Hi,

There is a race condition when two clients attempt to update the same resource at the same time. Both clients sees the same initial state. Client A changes it to state A and then Client B changes it to state B. Client B should know that the resource was changed to state A before deciding whether to change the state to B.

This race condition is present in both the UI and API.

If we want to prevent this type of race condition, there are two ways to solve it: one leaves it optional and the other forces the prevention. The optional case, uses headers, and leaves the decision to prevent such race conditions to the client. The forced case uses the updated_at field as a means to check if a resource has been modified.

It is not clear to me if it should be forced since the UI currently allows it whether by design or oversight. Your opinion on this matter is appreciated.


* Optional Case

Use the ETag header, containing a MD5 hash, to indicate the state of the resource. As far as I can tell we have this header already, perhaps it is auto generated.

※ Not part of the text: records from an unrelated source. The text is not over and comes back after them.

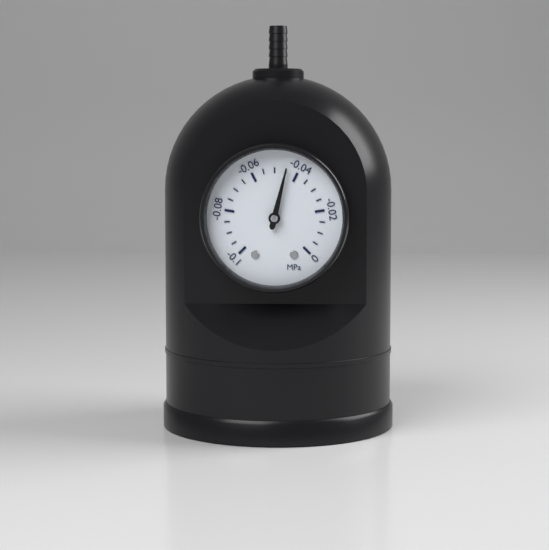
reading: -0.045 MPa
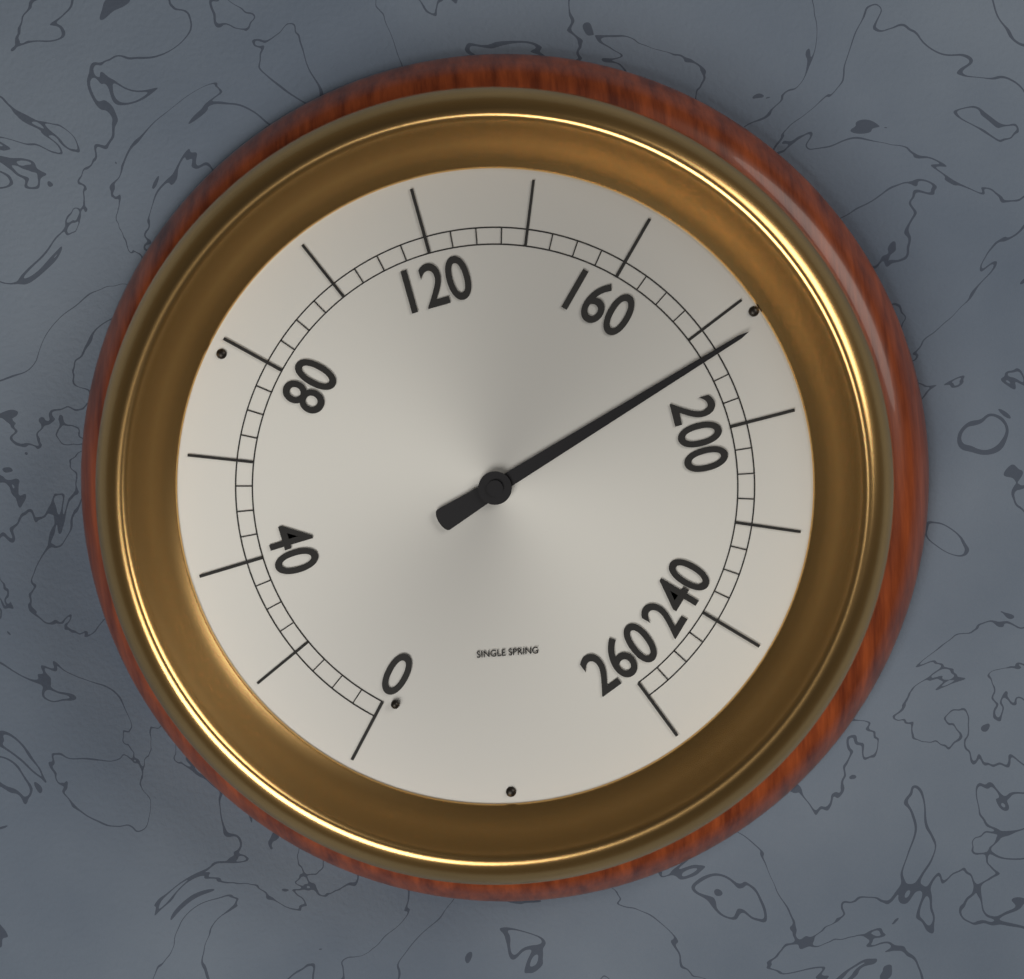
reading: 185 (no unit)
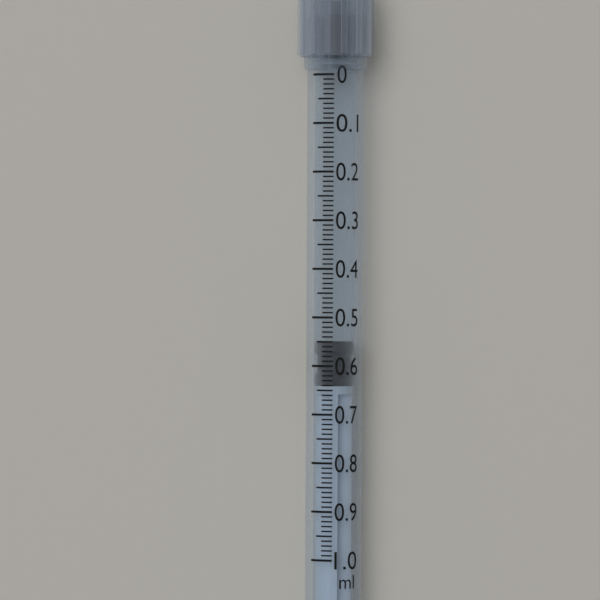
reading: 0.55 ml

In a PUT, clients will include a If-Match header as part of the request, setting the value to the ETag hash it received when it last received the resource's state. Before processing a PUT, the server will compare ETag to If-Match and allow the request to complete if the values match. If the values do not match the server returns status code 412 - Precondition Failed. A time based alternative to ETag and If-Match would be Last-Modified and If-Unmodified-Since.

This does not address the issue for the UI.

(This idea is from http://blog.m.artins.net/restful-web-services-preventing-race-conditions/)


* Forced Case

Most of the resources available through the api have a updated_at field. One exception is deployables, and this will need to be rectified. The updated_at field can be used as a timestamp to flag an error if a resource has changed since the client last requested a view of it.

For the API, in a PUT, clients will be required to return back the updated_at value. If the server sees updated_at has not changed, the request is allowed to complete. If the value has changed, the server returns status 409 - Conflict.

For the UI, we can embed updated_at as hidden form data and perform the same comparisons. If a change is detected, the server will display an error message.